Hilda: I can't understand why you should be so stupid as to go about teaching people. No one but yourself should be allowed to build.

Solness: I keep brooding on that very thought. (Calling her to the window) Look over there; that's my new house.

Hilda: It seems to have a tremendously high tower. Are there nurseries in that house, too?

Solness: Three—as there are here. But there will never be any child in them. We have had children, Aline and I, but we didn't keep them long, our two little boys. The fright Aline got when our old house was burnt down affected her health, and she failed to rear them. Yet that fire made me. I built no more churches; but cosy, comfortable homes for human beings. But my position as an artist has been paid for in Aline's happiness. I could have prevented that fire by seeing to a flue. But I didn't. And yet the flue didn't actually cause the fire. Yet it was my fault in a certain sense.

Hilda: I'm afraid you must be—ill.

Solness: I don't think I'll ever be quite of sound mind on that point.

[Ragnar enters, and begs a few kind words about his drawings to cheer his father, who is dying.
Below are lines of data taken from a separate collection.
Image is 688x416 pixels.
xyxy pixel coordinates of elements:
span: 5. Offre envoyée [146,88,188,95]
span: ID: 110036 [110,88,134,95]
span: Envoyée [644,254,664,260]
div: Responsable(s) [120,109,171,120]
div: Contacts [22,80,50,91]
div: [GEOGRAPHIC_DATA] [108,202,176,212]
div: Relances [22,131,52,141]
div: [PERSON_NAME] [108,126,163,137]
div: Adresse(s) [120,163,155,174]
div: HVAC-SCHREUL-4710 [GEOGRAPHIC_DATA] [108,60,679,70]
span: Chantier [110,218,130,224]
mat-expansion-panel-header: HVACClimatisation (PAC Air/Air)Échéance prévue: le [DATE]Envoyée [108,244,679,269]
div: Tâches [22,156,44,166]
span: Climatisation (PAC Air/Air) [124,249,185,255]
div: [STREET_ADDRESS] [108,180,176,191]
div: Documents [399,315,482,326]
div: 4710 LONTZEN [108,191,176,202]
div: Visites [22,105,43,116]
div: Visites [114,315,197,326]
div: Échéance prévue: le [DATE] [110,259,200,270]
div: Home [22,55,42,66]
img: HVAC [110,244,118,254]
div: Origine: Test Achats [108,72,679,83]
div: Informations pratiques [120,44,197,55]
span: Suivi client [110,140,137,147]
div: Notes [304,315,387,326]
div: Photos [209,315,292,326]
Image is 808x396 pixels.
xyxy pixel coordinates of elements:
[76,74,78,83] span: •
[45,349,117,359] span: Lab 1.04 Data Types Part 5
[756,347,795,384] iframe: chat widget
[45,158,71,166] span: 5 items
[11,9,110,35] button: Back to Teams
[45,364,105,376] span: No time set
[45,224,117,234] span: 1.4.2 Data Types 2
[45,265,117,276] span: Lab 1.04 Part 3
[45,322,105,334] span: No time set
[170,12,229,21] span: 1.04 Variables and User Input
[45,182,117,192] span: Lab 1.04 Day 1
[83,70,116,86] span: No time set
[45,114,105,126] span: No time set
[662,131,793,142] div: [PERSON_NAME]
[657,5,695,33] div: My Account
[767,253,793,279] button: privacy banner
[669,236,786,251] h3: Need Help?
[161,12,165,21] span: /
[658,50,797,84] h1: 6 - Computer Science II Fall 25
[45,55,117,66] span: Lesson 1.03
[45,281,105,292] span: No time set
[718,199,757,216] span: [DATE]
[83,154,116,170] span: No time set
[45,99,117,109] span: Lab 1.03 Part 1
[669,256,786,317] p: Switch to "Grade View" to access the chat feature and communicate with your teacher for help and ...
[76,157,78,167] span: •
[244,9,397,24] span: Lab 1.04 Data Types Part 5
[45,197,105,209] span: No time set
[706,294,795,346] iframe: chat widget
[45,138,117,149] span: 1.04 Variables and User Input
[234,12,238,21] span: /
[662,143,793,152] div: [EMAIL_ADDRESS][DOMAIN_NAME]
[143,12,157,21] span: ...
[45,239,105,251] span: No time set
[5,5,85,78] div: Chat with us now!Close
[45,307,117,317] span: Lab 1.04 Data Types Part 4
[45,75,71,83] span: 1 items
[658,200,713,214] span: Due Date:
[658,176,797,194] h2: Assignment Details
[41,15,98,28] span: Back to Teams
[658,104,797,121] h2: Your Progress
Solness dismisses him almost brutally, and bids him never think of building on his own account.

Hilda (when Ragnar has gone): That was horribly ugly—and hard and bad and cruel as well.

Solness: Oh, you don't understand my position, which I've paid so dear for. (Confidentially) Hilda, don't you agree with me that there exists special chosen people, who have the power of desiring, craving a thing, until at last it has to happen? And aren't there helpers and servers who must do their part too? But they never come of themselves. One has to call them very persistently, inwardly. So the fire happened conveniently for me; but the two little boys and Aline were sacrificed. She will never be the woman she longed to be.